Ron Clark was named Disney’s American Teacher of the Year in the year 2000. He is a New York Times bestselling author whose book, The Essential 55, has sold over 1 million copies and has been published in 25 different countries. He has been featured on The Today Show, CNN, and Oprah, and Ms. Winfrey even named him as her first “Phenomenal Man.” His experiences in New York City are the subject of the film, The Ron Clark Story, starring Matthew Perry, better known as Chandler from Friends.
With the money from his book and the movie rights, Ron bought a dilapidated building in the factory section of Atlanta, refurbed it, and created the Ron Clark Academy, to which more than 10,000 educators from around the world have visited to see if they could somehow bottle the magic that Ron, the staff of RCA, and the teachers and kids of RCA have been able to achieve.
Some of the magic includes having a two-story slide serve as the centerpiece of the school, so that everyone who enters has to be slide certified; getting up on the desks to teach; creating songs/raps/dances that celebrate wins/advancements/ achievements; and creating a friendly competition by emulating Harry Potter’s Hogwarts Academy, and creating four separate houses within the school, complete with coats of arms, a sorting ceremony (a spinning wheel stands in for the Sorting Hat), and an electronic method of receiving points.
More importantly, many of the students have a lot of poverty and hardship in their lives; but Ron Clark and his staff manage to get most of the kids on the right path and to persevere, persevere, and succeed.
More importantly, many of the students have a lot of poverty and hardship in their lives; but Ron Clark and his staff manage to get most of the kids on the right path and to persevere, persevere, and succeed.
His first book, The Essential 55, was about the expectations that he has for his students. The End of Molasses Classes: Getting Our Kids Unstuck features 101 tips, tricks, and solutions for educators and parents to keep their kids/students involved, engaged, and ahead of the game.
The End of Molasses Classes is wonderful, and the tips are great, too. I have to say about halfway through the book that I started to feel inadequate as a parent. Because I love my kid, and I feel like I do a lot with him, and we do a lot of stuff together, and I even was already following a few of these ideas, but there’s always room for improvement, and if I asked myself “Am I doing EVERYTHING I can possibly do to ensure my son is successful in school?” I’d have to answer a big NO. Am I doing ENOUGH? I think so, but only time will really tell. (not trying to defend mediocrity here, but I feel like if you did everything it would be overkill. I don’t want to be a tiger dad. (Which is perhaps why Ron Clark students get featured on Oprah and at the White House, and at tons of other places)
There are too many takeaways from The End of Molasses Classes to just list a couple, but I’m going to do it anyway. (But I highly recommend reading this book and taking the advice that’s right for you.)
Here are four of MANY great points.
• Not every child deserves a cookie. Rewards are earned. If you hand them out to everybody, then they feel like entitlements, and they are de-valued. Ron bakes cookies for his students, and gives them out to the students he feels deserves them. If you didn’t get a cookie, you have the opportunity to work harder and get a cookie next week. You aren’t automatically given a cookie.
• Get On the Desk! Ron jumps up on desks as a matter of course as part of his teaching. The students love the drama, the willingness to risk, and the energy that it shows. He even occasionally allows students making presentations to do the same (although he has a number of disclaimers about it, including the fact that in every other way the school is very strict, so even when students go crazy like that there is decorum, respect, and restraint. And even more importantly, they have VERY STURDY DESKS.
• Begin Each Class On Fire Before a class begins, Ron will jump up on a desk and begin teaching to the empty classroom. As students come in, they see him teaching dramatically, and are all like “Mr. Clark, what are you doing?” To which he replies, “You were late, I started without you.” So now kids are rushing to get to his class on time because they are afraid they’ll miss something. And he avoids the whole “Settling in” phenom which wastes 5 minutes a day, everyday. And the kids know that he is trying to make the most out of every moment he has with them.
•Teach your kids to study. It doesn’t come naturally. Many parents don’t know how to study, so Ron spends a day teaching everybody how to study. Studing one page at a time, rewriting the information on a page, using flash cards to flesh out time-lines, color-coding objects to make them more memorable.
Each of these tips (and all the other ones) are punctuated with real-life stories from Ron’s days as a teacher, as well as stories from his students. The writing and stories in The End of Molasses Classes are well told and you will zoom through this book.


EXERCISE REQUIREMENTS.
Find the string "Scale" in the records. Copy each line that has it.

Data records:
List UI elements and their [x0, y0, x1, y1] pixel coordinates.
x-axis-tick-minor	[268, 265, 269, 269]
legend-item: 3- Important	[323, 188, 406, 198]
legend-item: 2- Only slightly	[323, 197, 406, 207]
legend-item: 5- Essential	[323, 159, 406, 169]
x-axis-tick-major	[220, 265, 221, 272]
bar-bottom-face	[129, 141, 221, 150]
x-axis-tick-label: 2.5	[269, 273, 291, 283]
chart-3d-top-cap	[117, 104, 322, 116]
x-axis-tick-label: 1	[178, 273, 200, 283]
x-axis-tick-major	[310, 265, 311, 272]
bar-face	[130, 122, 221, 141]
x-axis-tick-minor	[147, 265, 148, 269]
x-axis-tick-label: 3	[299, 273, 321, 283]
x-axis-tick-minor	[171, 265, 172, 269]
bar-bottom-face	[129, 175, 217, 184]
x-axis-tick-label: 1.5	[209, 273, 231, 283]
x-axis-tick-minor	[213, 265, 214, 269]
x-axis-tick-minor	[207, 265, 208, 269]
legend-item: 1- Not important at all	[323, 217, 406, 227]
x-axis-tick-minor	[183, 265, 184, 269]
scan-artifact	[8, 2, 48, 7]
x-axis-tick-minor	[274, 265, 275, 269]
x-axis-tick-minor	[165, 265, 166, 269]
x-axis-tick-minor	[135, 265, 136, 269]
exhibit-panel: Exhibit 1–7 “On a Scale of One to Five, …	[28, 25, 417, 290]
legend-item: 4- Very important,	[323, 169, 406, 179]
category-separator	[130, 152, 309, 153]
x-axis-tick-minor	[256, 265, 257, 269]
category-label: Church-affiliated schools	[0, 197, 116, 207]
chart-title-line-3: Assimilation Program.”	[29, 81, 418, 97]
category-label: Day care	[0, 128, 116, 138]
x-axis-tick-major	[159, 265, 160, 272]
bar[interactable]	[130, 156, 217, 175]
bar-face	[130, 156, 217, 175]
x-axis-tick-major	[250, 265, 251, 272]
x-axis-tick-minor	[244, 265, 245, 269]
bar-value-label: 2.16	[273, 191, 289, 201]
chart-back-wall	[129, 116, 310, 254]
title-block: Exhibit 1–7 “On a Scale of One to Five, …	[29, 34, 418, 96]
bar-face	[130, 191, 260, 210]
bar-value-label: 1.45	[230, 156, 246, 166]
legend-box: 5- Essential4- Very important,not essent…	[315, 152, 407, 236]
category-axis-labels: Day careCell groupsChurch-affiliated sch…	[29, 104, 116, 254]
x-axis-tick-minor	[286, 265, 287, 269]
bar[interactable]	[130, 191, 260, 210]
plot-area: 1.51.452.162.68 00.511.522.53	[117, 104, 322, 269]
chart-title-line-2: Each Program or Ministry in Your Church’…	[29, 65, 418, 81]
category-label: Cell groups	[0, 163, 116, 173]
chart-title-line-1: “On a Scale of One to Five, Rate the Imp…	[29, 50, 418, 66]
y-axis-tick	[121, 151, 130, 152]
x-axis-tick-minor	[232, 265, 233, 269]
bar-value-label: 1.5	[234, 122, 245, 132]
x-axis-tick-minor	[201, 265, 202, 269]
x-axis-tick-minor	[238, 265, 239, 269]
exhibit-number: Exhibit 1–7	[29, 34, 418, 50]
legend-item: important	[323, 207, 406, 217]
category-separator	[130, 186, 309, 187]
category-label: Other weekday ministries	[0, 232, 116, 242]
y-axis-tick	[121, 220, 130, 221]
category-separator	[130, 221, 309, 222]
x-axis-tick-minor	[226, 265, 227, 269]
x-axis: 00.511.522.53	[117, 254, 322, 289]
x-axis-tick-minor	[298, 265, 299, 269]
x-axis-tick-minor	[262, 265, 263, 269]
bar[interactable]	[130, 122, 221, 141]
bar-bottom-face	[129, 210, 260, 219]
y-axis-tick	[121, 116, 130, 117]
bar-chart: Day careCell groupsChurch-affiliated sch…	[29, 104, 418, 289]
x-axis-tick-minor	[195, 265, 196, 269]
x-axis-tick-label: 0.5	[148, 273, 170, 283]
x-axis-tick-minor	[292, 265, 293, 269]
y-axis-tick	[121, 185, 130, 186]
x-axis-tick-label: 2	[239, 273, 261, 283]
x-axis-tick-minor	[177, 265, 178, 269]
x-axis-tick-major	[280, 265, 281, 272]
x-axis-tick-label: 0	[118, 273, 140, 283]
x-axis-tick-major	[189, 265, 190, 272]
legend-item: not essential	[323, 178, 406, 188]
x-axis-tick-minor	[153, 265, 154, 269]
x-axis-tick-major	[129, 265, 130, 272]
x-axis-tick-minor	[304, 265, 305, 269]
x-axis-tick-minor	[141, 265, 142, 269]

WRITTEN SOLUTION.
exhibit-panel: Exhibit 1–7 “On a Scale of One to Five, …	[28, 25, 417, 290]
title-block: Exhibit 1–7 “On a Scale of One to Five, …	[29, 34, 418, 96]
chart-title-line-1: “On a Scale of One to Five, Rate the Imp…	[29, 50, 418, 66]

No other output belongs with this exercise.